A few years ago I was on a late-morning train from Brighton to London luxuriating in the holy trinity of a quiet carriage and an empty table seat with a working plug socket. I’d done that thing where I’d spread my possessions out in an attempt to make it look like I had company who had perhaps just nipped off to the loo, all the better to ward off anyone from sitting near me. I’m not a monster, the rest of the carriage was completely empty, your honour.
With laptop and notebook open I was gearing up to doing some work by attempting this paper’s crossword when a figure clad head to toe in black sidled into the seat opposite. With a mixture of confusion and fury coursing, I snuck a look at the interloper in the reflection of the window. A shock of jet black hair on top of an avalanche of forehead, flared nostrils like two bin lids, sunglasses perched on low slung shirt, more bling on his fingers than Bobby George or even Amol Rajan.
It was Nick Cave.
Now, this is a cricket column (we’ll get there) so the chapter and verse of the full encounter can wait for another day but I will say that you do feel quite alive grappling with a tricksy G2 cryptic alongside the Grand Lord of Gothic Darkness. When the train pulled into Victoria Station, Cave fixed my eyes with his reptilian stare and left me with the words “Keep the flame burning”. Safe to say I often think of that encounter and those four words, a little more so after watching Virat Kohli and Marnus Labuschagne bat in Perth.
Cave writes about “nurturing the flame” a lot. In his line of work it is a metaphor for creativity and ideas, how these intangible things must be cared for and cajoled in their early stages and kept burning across a lifetime.
“A little flame that you hunch over and cup with your hand and pray will not be extinguished by all the storm that howls about it,” he drawls in his distinctive antipodean baritone in his 2014 documentary, 20,000 Days on Earth. “If you can hold on to that flame, great things can be constructed around it.”
Watching Labuschagne scritch and scratch about on the biscuit-coloured wicket at the Optus Stadium last week was to see a man desperately trying to keep his flame burning in the teeth of a gale. In this instance, Cave’s flame is form. In cricket, form is the thing that batters live and die by, form is fickle and unknowable. In good times form can be wrangled and harnessed and in bad it can appear to be so out of reach as to barely exist at all.
Labuschagne scrapped and scraped to two runs off 51 balls in the first Test against India before looking clueless to a straight delivery from Mohammed Siraj. In his second innings he then offered a further glimpse into his scrambled mind by leaving a delivery from Jasprit Bumrah that arrowed into his pads slap bang in front of the stumps, knocking him off his feet and momentarily leaving him sprawled on all fours resembling a pub-drunk who has spilt his coppers on to the carpet at the crucial moment.
Labuschagne is in the worst form of his international career. His Test average has tanked from a three-year period in the 60s at the start to 24.50 this year. He has made 123 runs in his past 10 knocks, 90 of which came in one innings. He looks woefully out of touch, grasping and groping at the crease; the histrionics that once seemed to fuel his innings now have the air of distraction, desperation. “NO RUN.” Well, indeed.
Labuschagne’s flame clings to its wick. Failure lurks with every delivery, not that you would necessarily guess from his demeanour in the field, where a mic’d up Marnus veers between braggadocio stag-do shit-talker to hem-hugging party-toddler hopped up on e numbers from one delivery to the next.
All batters suffer dips in form, a flame burning blue and true can wilt to size of a matchhead seemingly without rhyme or reason. Labuschagne no doubt took some succour from watching Kohli going some way to restoring his own blaze after the Indian great scored his first Test ton since July 2023. Whereas Kohli once swept all before him like a raging scrub fire, his past 35 Test matches have seen him smoulder to an average a lick under 33.
Nowadays, international sides around the world are crammed with Test batters who average in the 30s. Something Ricky Ponting, and his dad, would probably cock a snook at. Ponting’s 2011 quote that “if you were averaging 35 when I was playing, your dad would go and buy you a basketball or a footy and tell you to play that” was recently reshared on social media by Kevin Pietersen with the words “FACT”. Both men were perhaps guilty of donning the rose-tinted specs rather than the microscope when it came to their own form, having suffered significant losses of form in 2001 and 2010 respectively.
England begin their Test series against New Zealand with Ben Stokes, Zak Crawley and Ollie Pope all averaging in the 30s and all going through a lean patch. Jacob Bethell is due to bat at No 3 and will make his Test debut without having scored a professional century. England have taken the biggest punt of the Bazball era on him because they believe he is a future great in the making and, crucially, he is on fire, form wise. Whatever happens he would do well to look and learn from the man below him in the batting order. Playing his 150th Test and averaging more than 50, Joe Root knows how to keep the flame burning.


Description of the task> Answer with one number only: how many lines in the material contain "pixel".
= = =
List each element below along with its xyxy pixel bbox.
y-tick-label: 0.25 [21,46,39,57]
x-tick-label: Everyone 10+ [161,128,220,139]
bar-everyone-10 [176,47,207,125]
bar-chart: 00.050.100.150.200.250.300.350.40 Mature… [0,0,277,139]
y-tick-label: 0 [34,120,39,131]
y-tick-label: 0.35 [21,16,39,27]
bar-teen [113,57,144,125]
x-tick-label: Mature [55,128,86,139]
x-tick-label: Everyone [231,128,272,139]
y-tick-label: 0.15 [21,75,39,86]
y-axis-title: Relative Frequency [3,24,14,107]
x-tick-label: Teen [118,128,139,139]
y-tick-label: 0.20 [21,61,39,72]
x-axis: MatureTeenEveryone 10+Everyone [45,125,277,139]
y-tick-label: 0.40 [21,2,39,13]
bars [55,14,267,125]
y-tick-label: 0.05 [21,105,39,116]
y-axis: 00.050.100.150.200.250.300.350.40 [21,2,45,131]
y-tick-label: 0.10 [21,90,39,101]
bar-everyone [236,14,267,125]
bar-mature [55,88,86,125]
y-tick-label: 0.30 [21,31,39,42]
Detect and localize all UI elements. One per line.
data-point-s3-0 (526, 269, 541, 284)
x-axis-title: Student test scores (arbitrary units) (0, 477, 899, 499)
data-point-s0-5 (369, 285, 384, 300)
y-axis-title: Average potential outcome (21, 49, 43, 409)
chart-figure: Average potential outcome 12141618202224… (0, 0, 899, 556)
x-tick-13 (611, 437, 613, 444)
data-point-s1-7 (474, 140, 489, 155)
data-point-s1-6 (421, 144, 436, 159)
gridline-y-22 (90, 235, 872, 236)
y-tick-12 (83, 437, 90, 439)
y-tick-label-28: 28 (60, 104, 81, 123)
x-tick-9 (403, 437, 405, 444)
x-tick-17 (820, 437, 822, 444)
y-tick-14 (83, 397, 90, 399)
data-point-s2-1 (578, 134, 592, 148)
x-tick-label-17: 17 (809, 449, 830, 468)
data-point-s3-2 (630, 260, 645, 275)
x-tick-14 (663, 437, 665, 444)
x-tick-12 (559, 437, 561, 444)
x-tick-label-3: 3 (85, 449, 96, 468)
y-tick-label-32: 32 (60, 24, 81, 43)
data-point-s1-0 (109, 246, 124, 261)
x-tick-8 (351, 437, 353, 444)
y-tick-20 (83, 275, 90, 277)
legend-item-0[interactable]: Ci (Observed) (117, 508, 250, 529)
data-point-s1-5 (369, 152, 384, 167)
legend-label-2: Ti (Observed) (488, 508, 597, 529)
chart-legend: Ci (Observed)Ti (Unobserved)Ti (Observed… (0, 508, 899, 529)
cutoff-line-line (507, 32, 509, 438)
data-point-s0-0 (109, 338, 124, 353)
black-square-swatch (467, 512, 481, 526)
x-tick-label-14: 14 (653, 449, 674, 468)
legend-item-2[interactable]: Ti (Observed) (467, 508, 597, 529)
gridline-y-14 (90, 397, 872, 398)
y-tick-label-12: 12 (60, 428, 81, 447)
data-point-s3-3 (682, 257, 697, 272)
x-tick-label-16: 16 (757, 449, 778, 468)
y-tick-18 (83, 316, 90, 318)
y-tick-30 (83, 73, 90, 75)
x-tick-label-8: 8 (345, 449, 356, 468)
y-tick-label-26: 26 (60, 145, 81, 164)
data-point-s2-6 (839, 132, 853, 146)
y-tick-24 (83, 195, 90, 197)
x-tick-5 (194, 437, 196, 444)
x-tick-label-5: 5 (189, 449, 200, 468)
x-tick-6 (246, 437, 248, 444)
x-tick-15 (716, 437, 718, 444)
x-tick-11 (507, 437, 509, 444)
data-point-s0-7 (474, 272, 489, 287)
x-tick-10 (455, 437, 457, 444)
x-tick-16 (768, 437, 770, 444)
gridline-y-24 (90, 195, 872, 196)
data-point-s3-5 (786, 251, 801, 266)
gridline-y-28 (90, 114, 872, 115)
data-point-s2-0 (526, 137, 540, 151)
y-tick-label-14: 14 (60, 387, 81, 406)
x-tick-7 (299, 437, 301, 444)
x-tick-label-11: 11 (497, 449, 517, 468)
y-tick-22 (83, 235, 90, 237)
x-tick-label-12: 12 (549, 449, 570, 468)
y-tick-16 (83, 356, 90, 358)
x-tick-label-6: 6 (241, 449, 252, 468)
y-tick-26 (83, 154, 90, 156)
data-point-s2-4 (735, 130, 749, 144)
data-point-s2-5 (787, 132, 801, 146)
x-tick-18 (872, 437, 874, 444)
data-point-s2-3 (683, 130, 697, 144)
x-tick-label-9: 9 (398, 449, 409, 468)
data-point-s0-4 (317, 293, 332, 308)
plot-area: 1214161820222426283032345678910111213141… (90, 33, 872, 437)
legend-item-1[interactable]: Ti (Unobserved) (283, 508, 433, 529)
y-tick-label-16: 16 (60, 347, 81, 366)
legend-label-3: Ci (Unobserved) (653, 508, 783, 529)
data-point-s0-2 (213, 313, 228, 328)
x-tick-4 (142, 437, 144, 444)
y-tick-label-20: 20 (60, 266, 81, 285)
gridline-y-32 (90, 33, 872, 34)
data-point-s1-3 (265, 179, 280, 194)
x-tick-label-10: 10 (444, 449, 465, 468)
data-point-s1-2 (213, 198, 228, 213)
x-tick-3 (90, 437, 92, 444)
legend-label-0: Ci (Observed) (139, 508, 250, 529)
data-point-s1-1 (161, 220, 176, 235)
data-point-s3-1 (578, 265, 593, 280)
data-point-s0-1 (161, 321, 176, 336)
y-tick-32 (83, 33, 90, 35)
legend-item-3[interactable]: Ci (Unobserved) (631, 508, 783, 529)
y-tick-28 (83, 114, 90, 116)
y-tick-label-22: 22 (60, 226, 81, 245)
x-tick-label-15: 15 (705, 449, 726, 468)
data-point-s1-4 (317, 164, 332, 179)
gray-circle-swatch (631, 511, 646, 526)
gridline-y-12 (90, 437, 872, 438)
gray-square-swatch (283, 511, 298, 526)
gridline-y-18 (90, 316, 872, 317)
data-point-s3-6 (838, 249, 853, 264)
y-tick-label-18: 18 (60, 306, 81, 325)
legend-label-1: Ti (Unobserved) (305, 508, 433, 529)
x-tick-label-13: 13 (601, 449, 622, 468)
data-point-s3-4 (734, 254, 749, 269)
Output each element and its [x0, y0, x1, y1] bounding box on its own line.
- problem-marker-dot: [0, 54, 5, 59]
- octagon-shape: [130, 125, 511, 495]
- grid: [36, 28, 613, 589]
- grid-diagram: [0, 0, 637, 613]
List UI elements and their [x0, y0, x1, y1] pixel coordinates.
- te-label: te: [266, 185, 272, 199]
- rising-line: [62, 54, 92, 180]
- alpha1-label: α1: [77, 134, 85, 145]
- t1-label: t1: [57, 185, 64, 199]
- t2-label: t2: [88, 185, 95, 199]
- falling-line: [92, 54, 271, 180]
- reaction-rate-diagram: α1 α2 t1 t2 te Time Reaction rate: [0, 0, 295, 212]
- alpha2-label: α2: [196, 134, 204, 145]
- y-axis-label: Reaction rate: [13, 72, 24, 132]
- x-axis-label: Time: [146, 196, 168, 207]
= = =
Solution to this problem> 2